Numb, the main character, has no family, no friends, no memory of his past before he appeared bloody and bedraggled outside a circus. Most bizarre of all, he feels no pain. People can drive nails through his hands, shoot staples into his skin, a lion can even stab its claws into him--he feels nothing.

It's tempting to see this as a prolonged metaphor for the modern condition--Camus taken one step beyond nausea to numbness. But Ferrell is too good an author for that.

The point of Numb's condition isn't how immune he (or society as a whole) is to pain. It's how much he loses by not feeling what everyone else feels. Ferrell shows us how integral pain and want are to each other. We can't know what we want if the things that hurt us and the things that help us seem one and the same. And if we can't know what we want, we can't feel love, can't even recognize it when it comes.
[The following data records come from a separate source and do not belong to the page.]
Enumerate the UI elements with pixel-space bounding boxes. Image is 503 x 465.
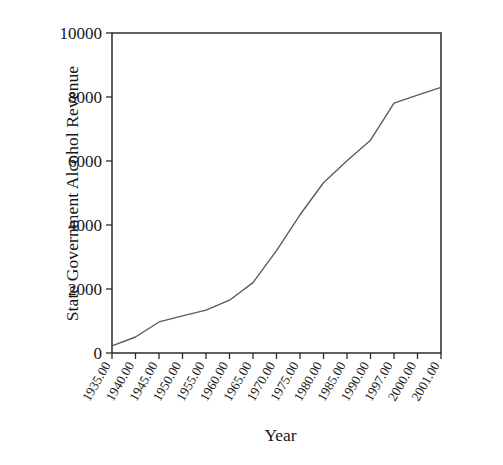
chart-figure: State Government Alcohol Revenue 0200040… [0,0,503,465]
plot-frame [112,33,441,353]
data-series-group [112,87,441,346]
x-axis-ticks: 1935.001940.001945.001950.001955.001960.… [79,353,443,404]
y-axis-title: State Government Alcohol Revenue [62,29,83,359]
data-line-revenue [112,87,441,346]
x-axis-title: Year [0,425,503,446]
x-axis-title-text: Year [264,425,296,446]
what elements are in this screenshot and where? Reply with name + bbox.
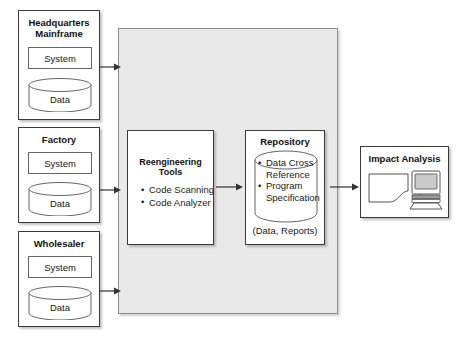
data-cylinder-headquarters[interactable]: Data [28,78,92,112]
source-title-line1: Factory [42,134,76,145]
arrow-headquarters-to-panel [100,58,122,76]
system-label: System [44,158,76,169]
computer-monitor-icon [410,171,442,209]
arrow-repository-to-impact [330,178,360,196]
arrow-factory-to-panel [100,181,122,199]
system-node-factory[interactable]: System [28,152,92,174]
system-node-headquarters[interactable]: System [28,47,92,69]
arrow-tools-to-repository [216,178,244,196]
reengineering-diagram: Headquarters Mainframe System Data Facto… [0,0,459,348]
repository-title: Repository [246,136,324,147]
system-label: System [44,53,76,64]
reengineering-tools-title: Reengineering Tools [128,157,213,177]
repository-box[interactable]: Repository Data Cross Reference Program … [245,130,325,245]
bullet-item: Program Specification [258,180,328,203]
impact-analysis-artwork [368,169,444,215]
system-label: System [44,262,76,273]
source-title-headquarters: Headquarters Mainframe [19,17,99,39]
impact-analysis-box[interactable]: Impact Analysis [360,146,449,218]
source-title-factory: Factory [19,134,99,145]
data-label: Data [28,302,92,313]
source-box-wholesaler[interactable]: Wholesaler System Data [18,231,100,327]
data-label: Data [28,198,92,209]
data-cylinder-factory[interactable]: Data [28,182,92,216]
arrow-wholesaler-to-panel [100,282,122,300]
impact-analysis-title: Impact Analysis [361,153,448,164]
reengineering-tools-box[interactable]: Reengineering Tools Code Scanning Code A… [127,130,214,245]
source-title-line1: Wholesaler [34,238,85,249]
repository-bullets: Data Cross Reference Program Specificati… [258,157,328,203]
source-box-headquarters[interactable]: Headquarters Mainframe System Data [18,10,100,120]
source-title-line2: Mainframe [35,28,83,39]
report-page-icon [369,174,408,202]
bullet-item: Code Scanning [141,184,213,197]
source-box-factory[interactable]: Factory System Data [18,127,100,223]
bullet-item: Data Cross Reference [258,157,328,180]
reengineering-tools-bullets: Code Scanning Code Analyzer [141,184,213,209]
bullet-item: Code Analyzer [141,197,213,210]
source-title-line1: Headquarters [28,17,89,28]
source-title-wholesaler: Wholesaler [19,238,99,249]
system-node-wholesaler[interactable]: System [28,256,92,278]
data-label: Data [28,94,92,105]
repository-footer: (Data, Reports) [246,225,324,236]
data-cylinder-wholesaler[interactable]: Data [28,286,92,320]
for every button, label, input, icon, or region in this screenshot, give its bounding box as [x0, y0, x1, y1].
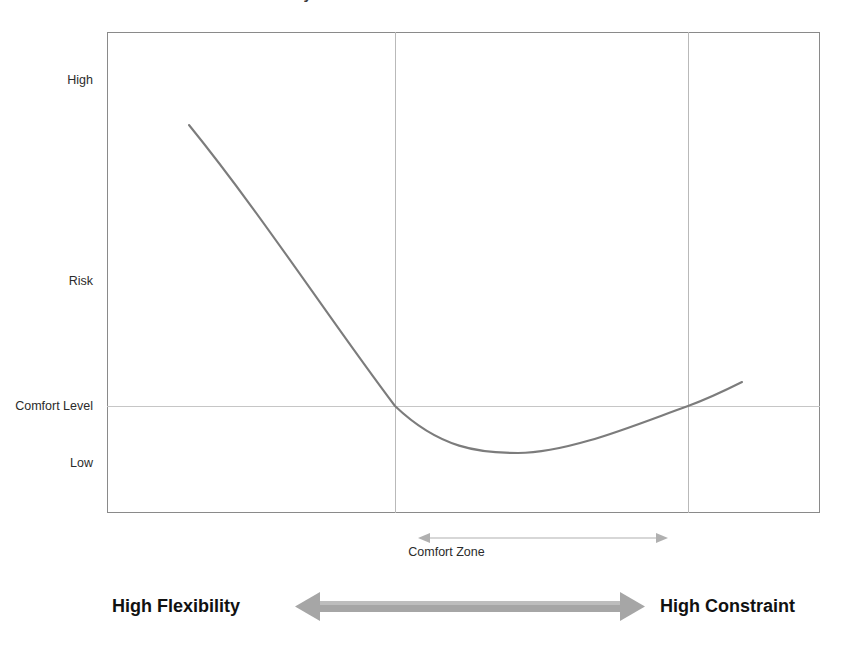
plot-area [107, 32, 820, 513]
y-label-low: Low [70, 457, 93, 470]
chart-title-cropped: Risk vs Flexibility [0, 0, 849, 8]
comfort-zone-label: Comfort Zone [0, 545, 849, 559]
gridline-comfort-level [107, 406, 820, 407]
gridline-comfort-zone-end [688, 32, 689, 513]
flexibility-constraint-arrow [295, 592, 645, 621]
chart-title-text: Risk vs Flexibility [186, 0, 312, 2]
risk-flexibility-chart: Risk vs Flexibility High Risk Comfort Le… [0, 0, 849, 652]
y-label-high: High [67, 74, 93, 87]
caption-high-constraint: High Constraint [660, 596, 795, 617]
y-label-risk: Risk [69, 275, 93, 288]
y-label-comfort-level: Comfort Level [15, 400, 93, 413]
comfort-zone-label-text: Comfort Zone [408, 545, 484, 559]
comfort-zone-arrow [418, 533, 668, 543]
gridline-comfort-zone-start [395, 32, 396, 513]
caption-high-flexibility: High Flexibility [112, 596, 240, 617]
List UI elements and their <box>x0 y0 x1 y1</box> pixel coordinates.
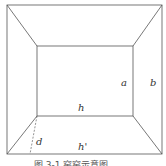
label-d: d <box>36 136 42 147</box>
outer-square <box>7 5 162 154</box>
edge-top-right <box>133 5 162 46</box>
edge-bottom-left <box>7 116 37 154</box>
label-b: b <box>150 77 156 88</box>
label-a: a <box>121 77 127 88</box>
slant-height-dashed <box>30 116 37 154</box>
frustum-diagram: a b h h' d 图 3-1 窑窑示意图 <box>0 0 166 166</box>
inner-square <box>37 46 133 116</box>
edge-top-left <box>7 5 37 46</box>
label-h-prime: h' <box>78 141 87 152</box>
figure-caption: 图 3-1 窑窑示意图 <box>34 159 108 166</box>
edge-bottom-right <box>133 116 162 154</box>
label-h: h <box>78 102 84 113</box>
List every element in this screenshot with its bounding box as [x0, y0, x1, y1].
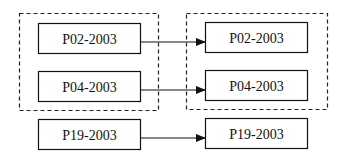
right-node-3-label: P19-2003 — [229, 127, 283, 142]
left-node-1: P02-2003 — [39, 24, 141, 54]
left-node-2-label: P04-2003 — [62, 80, 116, 95]
right-node-1-label: P02-2003 — [229, 31, 283, 46]
left-node-2: P04-2003 — [39, 72, 141, 102]
left-node-3-label: P19-2003 — [62, 128, 116, 143]
right-node-2: P04-2003 — [206, 71, 308, 101]
right-node-3: P19-2003 — [206, 119, 308, 149]
mapping-diagram: P02-2003 P04-2003 P19-2003 P02-2003 P04-… — [0, 0, 345, 161]
left-node-3: P19-2003 — [39, 120, 141, 150]
left-node-1-label: P02-2003 — [62, 32, 116, 47]
right-node-1: P02-2003 — [206, 23, 308, 53]
right-node-2-label: P04-2003 — [229, 79, 283, 94]
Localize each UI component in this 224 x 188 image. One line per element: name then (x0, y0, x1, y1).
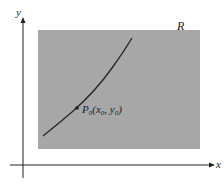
region-label: R (177, 19, 184, 34)
point-sub: 0 (89, 109, 93, 117)
point-name: P (82, 103, 89, 115)
y-axis-arrow-icon (21, 17, 26, 23)
y-axis-label: y (16, 6, 21, 18)
point-label: P0(x0, y0) (82, 103, 122, 117)
point-y-sub: 0 (115, 109, 119, 117)
region-r (38, 30, 200, 149)
x-axis-label: x (216, 158, 221, 170)
x-axis-arrow-icon (209, 163, 215, 168)
diagram-canvas (0, 0, 224, 188)
point-p0 (75, 106, 79, 110)
point-x-sub: 0 (101, 109, 105, 117)
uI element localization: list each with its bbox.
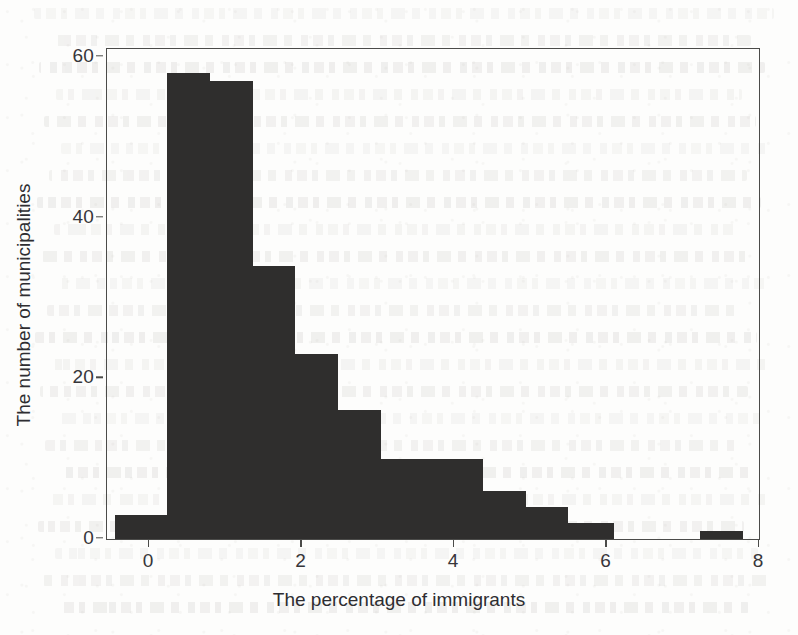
x-axis-tick-mark (148, 540, 149, 547)
histogram-bar (210, 81, 253, 539)
x-axis-title: The percentage of immigrants (0, 589, 798, 611)
y-axis-tick-label: 40 (72, 206, 94, 228)
histogram-bar (700, 531, 743, 539)
bars-layer (107, 49, 759, 539)
histogram-figure: The number of municipalities 0204060 The… (0, 0, 798, 635)
y-axis-tick-mark (96, 216, 103, 217)
y-axis-tick-mark (96, 537, 103, 538)
histogram-bar (568, 523, 614, 539)
x-axis-tick-mark (453, 540, 454, 547)
x-axis-tick-label: 0 (143, 550, 154, 572)
histogram-bar (295, 354, 338, 539)
y-axis-title: The number of municipalities (13, 85, 35, 525)
histogram-bar (253, 266, 296, 539)
x-axis-tick-label: 2 (295, 550, 306, 572)
x-axis-tick-mark (758, 540, 759, 547)
histogram-bar (381, 459, 424, 539)
x-axis-tick-mark (300, 540, 301, 547)
histogram-bar (423, 459, 482, 539)
x-axis-tick-label: 6 (600, 550, 611, 572)
histogram-bar (115, 515, 167, 539)
y-axis-tick-mark (96, 55, 103, 56)
y-axis-tick-mark (96, 377, 103, 378)
page-canvas: The number of municipalities 0204060 The… (0, 0, 798, 635)
y-axis-tick-label: 20 (72, 366, 94, 388)
x-axis-tick-label: 8 (753, 550, 764, 572)
histogram-bar (526, 507, 569, 539)
x-axis-tick-mark (605, 540, 606, 547)
histogram-bar (167, 73, 210, 539)
y-axis-tick-label: 60 (72, 45, 94, 67)
x-axis: The percentage of immigrants 02468 (0, 540, 798, 635)
x-axis-tick-label: 4 (448, 550, 459, 572)
histogram-bar (338, 410, 381, 539)
histogram-bar (483, 491, 526, 539)
plot-area (106, 48, 760, 540)
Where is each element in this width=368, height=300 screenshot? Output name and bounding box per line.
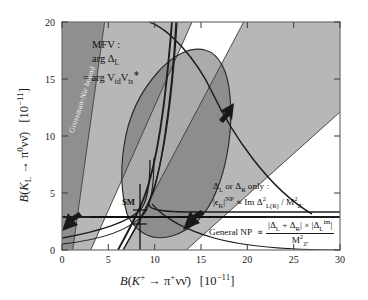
annotation-mfv: MFV : arg ΔL = arg VtdVts∗	[92, 38, 140, 87]
mfv-line-1: MFV :	[92, 38, 140, 52]
num-delta-l: |Δ	[268, 220, 276, 230]
y-k: K	[17, 182, 31, 190]
delta-only-line-1: ΔL or ΔR only :	[213, 180, 303, 194]
num-plus-delta: + Δ	[280, 220, 296, 230]
general-np-fraction: |ΔL + ΔR| × |ΔLim|M2Z′	[266, 219, 334, 248]
x-close-paren: )	[187, 274, 191, 288]
general-np-prop: ∝	[257, 227, 263, 237]
num-delta-im-close: |	[330, 220, 332, 230]
mfv-arg-delta: arg Δ	[92, 53, 115, 64]
prop-im-delta: ∝ Im Δ	[234, 197, 263, 207]
x-tick-label: 10	[150, 254, 160, 265]
y-tick-label: 5	[50, 188, 55, 199]
y-nubar: ν̄	[17, 136, 31, 142]
mfv-v-star: ∗	[133, 69, 140, 78]
y-tick-label: 0	[50, 245, 55, 256]
delta-or: or	[223, 181, 235, 191]
y-tick-label: 15	[45, 74, 55, 85]
y-nu: ν	[17, 142, 31, 148]
x-tick-label: 25	[289, 254, 299, 265]
annotation-general-np: General NP ∝|ΔL + ΔR| × |ΔLim|M2Z′	[209, 219, 334, 248]
y-tick-label: 10	[45, 131, 55, 142]
x-cal-b: B	[120, 274, 128, 288]
annotation-delta-only: ΔL or ΔR only : |ϵK|NP ∝ Im Δ2L(R) / M2Z…	[213, 180, 303, 211]
x-axis-label: B(K+ → π+νν̄)[10−11]	[120, 272, 234, 289]
x-tick-label: 0	[60, 254, 65, 265]
num-delta-im-sub: L	[319, 225, 323, 232]
x-unit-exp: −11	[217, 272, 231, 282]
mfv-line-2: arg ΔL	[92, 52, 140, 69]
y-tick-labels: 0 5 10 15 20	[45, 17, 55, 256]
x-tick-label: 5	[106, 254, 111, 265]
delta-only-tail: only :	[246, 181, 269, 191]
den-m-sub: Z′	[303, 240, 308, 247]
x-tick-label: 15	[196, 254, 206, 265]
general-np-numerator: |ΔL + ΔR| × |ΔLim|	[266, 219, 334, 234]
y-unit: [10	[17, 106, 31, 123]
y-tick-label: 20	[45, 17, 55, 28]
x-tick-label: 20	[242, 254, 252, 265]
y-open-paren: (	[17, 191, 31, 195]
x-unit: [10	[200, 274, 217, 288]
y-unit-exp: −11	[15, 92, 25, 106]
x-tick-labels: 0 5 10 15 20 25 30	[60, 254, 346, 265]
y-axis-label: B(KL → π0νν̄)[10−11]	[15, 45, 34, 245]
divide-m: / M	[279, 197, 294, 207]
epsilon-np-sup: NP	[225, 195, 233, 202]
y-pi: π	[17, 152, 31, 158]
y-cal-b: B	[17, 195, 31, 203]
y-k-sub: L	[23, 177, 33, 183]
mfv-arg-v: = arg V	[83, 72, 115, 83]
delta-lr-sub: L(R)	[266, 202, 279, 209]
num-times: ×	[302, 220, 312, 230]
y-close-paren: )	[17, 132, 31, 136]
y-unit-close: ]	[17, 88, 31, 92]
plot-figure: 0 5 10 15 20 25 30 0 5 10 15 20 Grossman…	[0, 0, 368, 300]
x-k: K	[132, 274, 140, 288]
y-pi-sup: 0	[15, 147, 25, 152]
general-np-denominator: M2Z′	[266, 234, 334, 248]
delta-only-line-2: |ϵK|NP ∝ Im Δ2L(R) / M2Z′	[213, 194, 303, 210]
general-np-label: General NP	[209, 227, 252, 237]
plot-canvas: 0 5 10 15 20 25 30 0 5 10 15 20	[0, 0, 368, 300]
m-zprime-sub: Z′	[297, 202, 302, 209]
y-arrow: →	[17, 158, 31, 177]
sm-point-label: SM	[122, 197, 135, 207]
den-m: M	[292, 235, 300, 245]
mfv-line-3: = arg VtdVts∗	[83, 69, 140, 87]
x-tick-label: 30	[335, 254, 345, 265]
x-unit-close: ]	[230, 274, 234, 288]
x-arrow: →	[145, 274, 164, 288]
mfv-delta-sub: L	[115, 59, 120, 68]
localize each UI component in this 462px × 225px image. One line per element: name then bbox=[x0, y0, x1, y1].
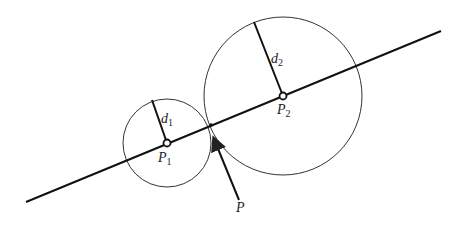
diagram-svg: d1 P1 d2 P2 P bbox=[0, 0, 462, 225]
label-p1: P1 bbox=[157, 150, 172, 167]
center-line bbox=[26, 31, 441, 202]
center-point-p2 bbox=[280, 93, 287, 100]
diagram-canvas: d1 P1 d2 P2 P bbox=[0, 0, 462, 225]
label-d2: d2 bbox=[271, 51, 283, 68]
label-p2: P2 bbox=[276, 102, 291, 119]
label-p: P bbox=[235, 200, 245, 215]
label-d1: d1 bbox=[161, 111, 173, 128]
tangent-point bbox=[209, 123, 213, 127]
center-point-p1 bbox=[164, 140, 171, 147]
arrow-to-p bbox=[214, 139, 239, 200]
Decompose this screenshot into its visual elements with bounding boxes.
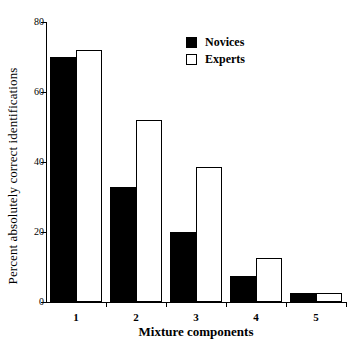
- legend: Novices Experts: [186, 36, 245, 65]
- bar-novices-5: [290, 293, 316, 302]
- bar-experts-2: [136, 120, 162, 302]
- x-tick-mark: [286, 302, 287, 307]
- y-tick-label: 20: [4, 227, 44, 237]
- x-tick-label: 4: [241, 312, 271, 323]
- bar-experts-4: [256, 258, 282, 302]
- bar-novices-2: [110, 187, 136, 303]
- bar-experts-5: [316, 293, 342, 302]
- bar-experts-1: [76, 50, 102, 302]
- bar-novices-4: [230, 276, 256, 302]
- chart-figure: Percent absolutely correct identificatio…: [0, 0, 361, 352]
- bar-novices-3: [170, 232, 196, 302]
- x-tick-mark: [106, 302, 107, 307]
- legend-label-novices: Novices: [205, 36, 244, 48]
- y-tick-label: 0: [4, 297, 44, 307]
- x-tick-label: 1: [61, 312, 91, 323]
- x-axis-title: Mixture components: [46, 324, 346, 340]
- legend-swatch-open-square-icon: [186, 54, 197, 65]
- x-tick-label: 2: [121, 312, 151, 323]
- x-tick-label: 3: [181, 312, 211, 323]
- x-tick-label: 5: [301, 312, 331, 323]
- legend-item-experts: Experts: [186, 53, 245, 65]
- x-axis-line: [46, 302, 346, 303]
- bar-experts-3: [196, 167, 222, 302]
- x-tick-mark: [346, 302, 347, 307]
- legend-item-novices: Novices: [186, 36, 245, 48]
- bar-novices-1: [50, 57, 76, 302]
- y-tick-label: 60: [4, 87, 44, 97]
- y-tick-label: 40: [4, 157, 44, 167]
- x-tick-mark: [166, 302, 167, 307]
- legend-label-experts: Experts: [205, 53, 245, 65]
- legend-swatch-filled-square-icon: [186, 37, 197, 48]
- x-tick-mark: [226, 302, 227, 307]
- y-tick-label: 80: [4, 17, 44, 27]
- y-axis-line: [46, 22, 47, 302]
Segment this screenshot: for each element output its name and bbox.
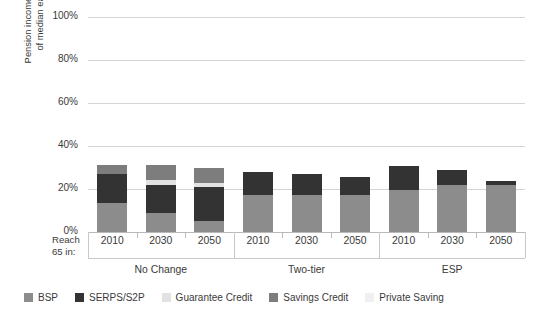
bar-segment-bsp — [243, 195, 273, 232]
y-axis-tick-label: 40% — [34, 139, 78, 150]
legend-label: SERPS/S2P — [89, 292, 145, 303]
bar-segment-savings-credit — [146, 165, 176, 180]
x-axis-tick — [185, 232, 186, 238]
group-rule — [379, 258, 525, 259]
bar-segment-bsp — [194, 221, 224, 232]
y-axis-title-line1: Pension income as percentage — [22, 0, 34, 64]
x-axis-tick — [137, 232, 138, 238]
x-axis-title: Reach 65 in: — [52, 234, 92, 258]
x-axis-tick-label: 2050 — [186, 235, 232, 246]
x-axis-tick — [331, 232, 332, 238]
x-axis-tick-label: 2010 — [381, 235, 427, 246]
bar-segment-serps-s2p — [340, 177, 370, 195]
group-separator — [88, 232, 89, 258]
bar-two-tier-2010[interactable] — [243, 172, 273, 232]
legend-item-bsp[interactable]: BSP — [24, 292, 58, 303]
legend-item-guarantee-credit[interactable]: Guarantee Credit — [162, 292, 253, 303]
bar-segment-serps-s2p — [437, 170, 467, 185]
group-rule — [88, 258, 234, 259]
legend-swatch-icon — [75, 293, 84, 302]
bar-segment-savings-credit — [97, 165, 127, 174]
x-axis-tick — [282, 232, 283, 238]
bar-no-change-2030[interactable] — [146, 165, 176, 232]
group-label-esp: ESP — [379, 264, 525, 275]
bar-segment-serps-s2p — [292, 174, 322, 196]
bar-segment-bsp — [292, 195, 322, 232]
legend-label: Private Saving — [379, 292, 443, 303]
legend-label: Savings Credit — [283, 292, 348, 303]
bar-segment-serps-s2p — [194, 187, 224, 221]
legend-swatch-icon — [162, 293, 171, 302]
y-axis-tick-label: 80% — [34, 53, 78, 64]
group-separator — [234, 232, 235, 258]
bar-segment-serps-s2p — [97, 174, 127, 203]
bar-segment-serps-s2p — [146, 185, 176, 213]
x-axis-line — [88, 232, 525, 233]
x-axis-tick-label: 2010 — [89, 235, 135, 246]
x-axis-tick-label: 2050 — [332, 235, 378, 246]
bar-two-tier-2030[interactable] — [292, 174, 322, 232]
gridline — [88, 60, 525, 61]
bar-no-change-2050[interactable] — [194, 168, 224, 232]
x-axis-tick-label: 2030 — [429, 235, 475, 246]
legend-item-savings-credit[interactable]: Savings Credit — [269, 292, 348, 303]
bar-segment-bsp — [437, 185, 467, 232]
legend-swatch-icon — [24, 293, 33, 302]
bar-segment-bsp — [146, 213, 176, 232]
group-separator — [525, 232, 526, 258]
y-axis-tick-label: 60% — [34, 96, 78, 107]
x-axis-tick — [428, 232, 429, 238]
bar-segment-bsp — [340, 195, 370, 232]
bar-no-change-2010[interactable] — [97, 165, 127, 232]
group-separator — [379, 232, 380, 258]
plot-area — [88, 17, 525, 232]
bar-esp-2010[interactable] — [389, 166, 419, 232]
legend-item-private-saving[interactable]: Private Saving — [365, 292, 443, 303]
chart-container: Pension income as percentage of median e… — [0, 0, 559, 321]
bar-segment-serps-s2p — [243, 172, 273, 196]
x-axis-tick-label: 2010 — [235, 235, 281, 246]
x-axis-title-line1: Reach — [52, 234, 92, 246]
legend-swatch-icon — [365, 293, 374, 302]
bar-esp-2030[interactable] — [437, 170, 467, 232]
group-label-no-change: No Change — [88, 264, 234, 275]
x-axis-tick — [476, 232, 477, 238]
group-label-two-tier: Two-tier — [234, 264, 380, 275]
gridline — [88, 17, 525, 18]
legend-swatch-icon — [269, 293, 278, 302]
y-axis-tick-label: 100% — [34, 10, 78, 21]
x-axis-tick-label: 2030 — [138, 235, 184, 246]
bar-esp-2050[interactable] — [486, 181, 516, 232]
bar-segment-bsp — [97, 203, 127, 232]
chart-legend: BSPSERPS/S2PGuarantee CreditSavings Cred… — [24, 292, 461, 303]
legend-label: BSP — [38, 292, 58, 303]
gridline — [88, 103, 525, 104]
bar-segment-serps-s2p — [389, 166, 419, 190]
legend-item-serps-s2p[interactable]: SERPS/S2P — [75, 292, 145, 303]
gridline — [88, 146, 525, 147]
x-axis-tick-label: 2050 — [478, 235, 524, 246]
bar-two-tier-2050[interactable] — [340, 177, 370, 232]
group-rule — [234, 258, 380, 259]
bar-segment-savings-credit — [194, 168, 224, 183]
legend-label: Guarantee Credit — [176, 292, 253, 303]
x-axis-tick-label: 2030 — [284, 235, 330, 246]
bar-segment-bsp — [486, 185, 516, 232]
bar-segment-bsp — [389, 190, 419, 232]
x-axis-title-line2: 65 in: — [52, 246, 92, 258]
y-axis-tick-label: 20% — [34, 182, 78, 193]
That means Numb is always at the mercy of everyone else's desires: the circus, his friend Mal, a surprisingly honest but driven talent agent who turns him into a major celebrity, several women. He manages to find lovers and abusers, friends and enemies, but he can't tell one from the other. Even when he makes the right choice, he doesn't know it, because he can't feel what his decision has done for him.

This is a painful novel, sometimes a little more graphic than the average reader might like. But Ferrell more than makes up for it with his spare, darkly comic style, his brilliant insights into what numbness takes away from us, and the very real compassion he shows for a character who, ultimately, wishes he could feel what most of us want to avoid.